New York City was very exciting and with that much distraction, with that many lights and sounds and people going twentyfourseven you can just walk around in a daze and not notice anything even at two in the morning crowds of people would be bustling through the streets! New York was made for rock music; both at their core are purely energy.

The concert itself was fantastic too. Listening to a CD may give a better audio experience, but nothing touches the vitality or the connection to each and every audience member or the power of a live performance. My experience was almost ruined by a tall man and his girlfriend standing in front of me, but I outlasted the girl – who knows how long the guy would have lasted - he heard her complaining, and moved and I loved it because music is a passion for me and I sang the words to every song confident that nobody heard me but myself.

Paul was about ten feet in front of me; I’m not sure what he was doing. I remember remarking on it.

“Paul, you’re so much fun!”, I pointed out sarcastically.

He didn’t respond; just lit up another cigarette.

We both agreed it was an excellent concert, and babbled about it the whole way home from New York.

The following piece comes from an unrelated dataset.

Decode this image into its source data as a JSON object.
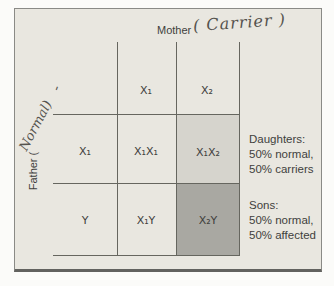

Or maybe it was just me, so self-absorbed and excited I didn’t really notice anything else.

That was the last time I saw Paul face to face. He’s never home when I call, nobody ever gives my messages to him, and he has stopped calling me. I think he believes that I don’t like him anymore, that I have tossed him to the wayside. But I sometimes lie awake at night thinking of him. Wondering, pondering, groping blindly in the dark trying to find that connection between me and him, between logic and emotion, between my thoughts and myself.

BTW, if you wanna see an old school rap Paul and I wrote, check my home node. I couldn’t really fit it into the piece, but it’s worth a few laffs.